List recent tasks with optional filtering. Args: limit: Maximum number of tasks to return (default 20) status_filter: Optional status filter (running, completed, failed) Returns: JSON list of recent tasks. It is categorised as a Read tool in the Browser-Use MCP Server MCP Server, which means it retrieves data without modifying state.

How do I enforce a policy on task_list? +

Register the Browser-Use MCP Server MCP server in PolicyLayer and add a rule for task_list: allow, deny, rate-limit, or require approval. Point your MCP client at the PolicyLayer proxy URL and the rule is enforced on every call, before it reaches Browser-Use MCP Server. Nothing to install.

What risk level is task_list? +

task_list is a Read tool with low risk. Read-only tools are generally safe to allow by default.

Can I rate-limit task_list? +

Yes. Add a rate_limit block to the task_list rule in your PolicyLayer policy. For example, setting max: 10 and window: 60 limits the tool to 10 calls per minute. Rate limits are tracked per agent session and reset automatically.

How do I block task_list completely? +

Set action: deny in the PolicyLayer policy for task_list. The AI agent will receive a policy violation error and cannot call the tool. You can also include a reason field to explain why the tool is blocked.

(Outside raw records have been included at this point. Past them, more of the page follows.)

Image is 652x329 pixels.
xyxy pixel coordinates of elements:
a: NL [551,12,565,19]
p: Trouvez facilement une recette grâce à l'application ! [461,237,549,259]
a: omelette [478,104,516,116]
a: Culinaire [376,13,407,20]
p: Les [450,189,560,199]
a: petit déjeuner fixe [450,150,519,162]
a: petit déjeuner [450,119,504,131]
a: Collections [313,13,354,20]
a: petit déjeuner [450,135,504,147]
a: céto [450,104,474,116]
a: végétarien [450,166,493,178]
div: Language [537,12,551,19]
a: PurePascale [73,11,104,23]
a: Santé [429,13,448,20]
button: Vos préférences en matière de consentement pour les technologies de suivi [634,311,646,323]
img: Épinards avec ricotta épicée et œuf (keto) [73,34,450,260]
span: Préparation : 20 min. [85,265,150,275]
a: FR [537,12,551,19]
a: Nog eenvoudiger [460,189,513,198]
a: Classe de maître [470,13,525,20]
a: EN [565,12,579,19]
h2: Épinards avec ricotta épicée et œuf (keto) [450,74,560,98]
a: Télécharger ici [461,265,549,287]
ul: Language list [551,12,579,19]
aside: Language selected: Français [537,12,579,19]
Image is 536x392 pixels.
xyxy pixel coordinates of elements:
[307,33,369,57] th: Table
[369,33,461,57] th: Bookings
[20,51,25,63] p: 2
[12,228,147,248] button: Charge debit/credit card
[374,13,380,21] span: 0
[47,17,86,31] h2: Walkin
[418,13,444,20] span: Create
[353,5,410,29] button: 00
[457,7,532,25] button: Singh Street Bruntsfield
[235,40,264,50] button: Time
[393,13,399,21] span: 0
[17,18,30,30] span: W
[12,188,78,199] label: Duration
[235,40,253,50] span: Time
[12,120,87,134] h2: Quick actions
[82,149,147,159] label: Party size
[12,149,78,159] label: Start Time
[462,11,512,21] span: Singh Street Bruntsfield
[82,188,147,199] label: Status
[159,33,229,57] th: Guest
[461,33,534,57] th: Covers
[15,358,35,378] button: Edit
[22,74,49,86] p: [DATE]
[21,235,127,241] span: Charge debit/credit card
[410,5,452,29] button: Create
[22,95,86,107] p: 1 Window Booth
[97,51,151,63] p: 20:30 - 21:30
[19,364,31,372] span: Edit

What MCP server provides task_list? +

task_list is provided by the Browser-Use MCP Server MCP server (saik0s/mcp-browser-use). PolicyLayer sits as a proxy in front of this server to enforce policies before tool calls reach the server.

Enforce policy on every Browser-Use MCP Server tool call.

Deterministic rules across all 9 Browser-Use MCP Server tools. Per-identity grants. Full audit log. Live in minutes. Nothing to install.

Free to start. No card required.

9 Browser-Use MCP Server tools catalogued and risk-classified — across an index of 42,500+ MCP servers.